'Arcadia' review: Grief takes strange directions in Yorgos Zois' drama – Knowligent
'Arcadia' review: Grief takes strange directions in Yorgos Zois' drama

'Arcadia' review: Grief takes strange directions in Yorgos Zois' drama

HomeNews'Arcadia' review: Grief takes strange directions in Yorgos Zois' drama

The loss of a loved one leaves a couple in a strange situation in this odd rumination on the afterlife, headlined by 'Dogtooth' star Angeliki Papoulia.

Even without the “Welcome to Marathon” flyer that greets Katerina (Angeliki Papoulia) and Yannis (Vangelis Mourikis) upon their arrival in “Arcadia,” it’s clear that they’ve entered one of the strangest corners of Greece: a holiday resort where they’ll investigate the untimely death of a loved one. An unnerving and curious meditation on grief, Yorgos Zois’ second feature will satisfy those looking for deeper cuts from the Greek Weird Wave than Yorgos Lanthimos and Christos Nikou, but will have limited appeal to those who generally seek solace in the movies; Zois offers more of the opposite.

Still, there’s something compelling at the core of “Arcadia,” which takes literally the idea that Marathon becomes a ghost town in the off-season. In a place where tourists come and go but the residents who follow their every whim can feel like they’re in purgatory, Katerina and Yannis aren’t in the mood for a vacation when they’re forced to stick around for an autopsy following a tragic car crash to identify a body that’s speculated to be their daughter. Instead of staying in a hotel, the couple, at Yannis’ urging, decide to take over the suddenly vacant rental house where the deceased was booked, perhaps giving them some answers about what happened leading up to a fatal car crash. Instead, it only raises more questions, prompting Yannis to dive into the pills he can prescribe himself as a doctor, while Katerina accepts an invitation from local teen Nikos (Asterios Rimagmos Rigas), who takes her along the beach to a bar known as Arcadia to blow off some steam.

Somehow, the fact that everyone in Arcadia is naked isn't the most disturbing thing that happens in Nikos' company that night, with the teen confessing that he'd be nearly 40 now if he hadn't died in the house the couple are currently staying in. Katerina is told by another ghost that it's the living "who are haunting us, not the other way around." Given the way humans wander grimly around Marathon without much of a pulse, there doesn't seem to be much difference between the ghosts and their flesh-and-blood counterparts; Zois presents them that way for more admirable reasons than to save on the film's VFX budget.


### TASK DETAILS:
Among the entries, which lines carry the string "Emerging"? Copy each of them.

[Extracts from a graphics dataset]
◆ ◆ ◆ ◆ ◆

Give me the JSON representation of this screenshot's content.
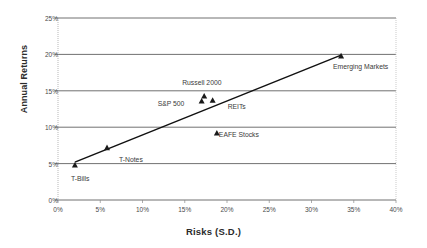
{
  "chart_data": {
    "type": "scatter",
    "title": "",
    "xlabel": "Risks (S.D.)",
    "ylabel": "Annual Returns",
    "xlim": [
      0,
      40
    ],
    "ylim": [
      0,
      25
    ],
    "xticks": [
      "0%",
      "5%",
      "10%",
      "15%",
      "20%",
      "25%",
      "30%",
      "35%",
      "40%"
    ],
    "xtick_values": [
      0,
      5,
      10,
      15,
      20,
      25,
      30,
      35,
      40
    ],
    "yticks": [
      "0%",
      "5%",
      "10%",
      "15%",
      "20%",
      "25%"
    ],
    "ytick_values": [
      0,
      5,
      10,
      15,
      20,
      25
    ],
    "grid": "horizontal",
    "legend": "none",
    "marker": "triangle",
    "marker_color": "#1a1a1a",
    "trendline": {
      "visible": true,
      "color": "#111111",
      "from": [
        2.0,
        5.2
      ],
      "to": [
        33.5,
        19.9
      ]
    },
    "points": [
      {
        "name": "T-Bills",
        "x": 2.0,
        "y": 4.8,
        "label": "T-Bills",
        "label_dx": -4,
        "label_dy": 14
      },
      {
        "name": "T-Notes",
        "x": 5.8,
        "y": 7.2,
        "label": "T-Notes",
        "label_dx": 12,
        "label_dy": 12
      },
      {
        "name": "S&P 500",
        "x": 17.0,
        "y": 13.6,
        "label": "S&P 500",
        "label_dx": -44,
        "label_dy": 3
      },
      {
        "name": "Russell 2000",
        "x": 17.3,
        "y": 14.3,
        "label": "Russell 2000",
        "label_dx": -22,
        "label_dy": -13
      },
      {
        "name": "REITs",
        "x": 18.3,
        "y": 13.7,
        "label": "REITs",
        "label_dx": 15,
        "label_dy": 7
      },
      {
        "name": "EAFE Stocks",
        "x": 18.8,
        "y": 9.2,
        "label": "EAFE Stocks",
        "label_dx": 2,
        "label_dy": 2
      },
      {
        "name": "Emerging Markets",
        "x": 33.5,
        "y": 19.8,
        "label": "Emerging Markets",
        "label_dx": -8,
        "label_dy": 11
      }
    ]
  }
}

◆ ◆ ◆ ◆ ◆

### RESPONSE BELOW:
        "name": "Emerging Markets",
        "label": "Emerging Markets",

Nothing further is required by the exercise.